The Zahir: Direct Address

In its zahir dimension, du’a is the most personal form of Islamic worship: a direct address to God without intermediary, in any language, at any time. The Prophet’s tradition is replete with specific supplications (the Ma’thurat, the morning and evening supplications, the du’a of distress). The Quran repeatedly commands the act: “Call upon your Lord in humility and privately” (7:55).

This dimension is fully valid and operative. The ta’wil does not replace the zahir of supplication.


The Batin: The Pathway Problem

The batin ta’wil begins with a theological observation: if God is absolutely transcendent (munazzah, beyond all description), how does a human soul “reach” Him through prayer?
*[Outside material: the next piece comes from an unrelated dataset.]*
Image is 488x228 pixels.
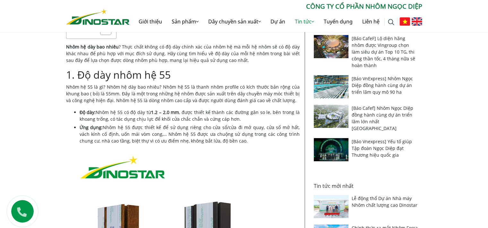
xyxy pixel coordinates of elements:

The kalam position is that God simply hears; the Ismaili position adds that divine response reaches the human world through the Imam’s mediation.

The Imam is the bab (gate) through which divine mercy and guidance flows into the created world. Du’a directed to God thus passes through the Imam’s mediation not as a condition of God’s knowledge (God knows all) but as a condition of the reception of the response: the guidance that answers du’a comes through the chain of the dawat.


Du’a in the Dawat Context

In Dawoodi Bohra practice, certain du’as are recited with the name of the Da’i al-Mutlaq explicitly invoked — not because the Da’i is divine but because the Da’i is the living link in the chain that connects the mumin to the Imam who is in seclusion (dawr al-satr). Calling upon the Da’i in du’a is an expression of this ta’wil: the soul turns toward the point of living mediation.


The Adab of Du’a

The adab (etiquette) of du’a — facing the qibla, raising the hands, beginning with praise and salawat, expressing gratitude before asking — corresponds in ta’wil to the sequence of the mumin’s orientation: first toward the absolute (tawbid), then through the chain (walayah), then making one’s specific need known.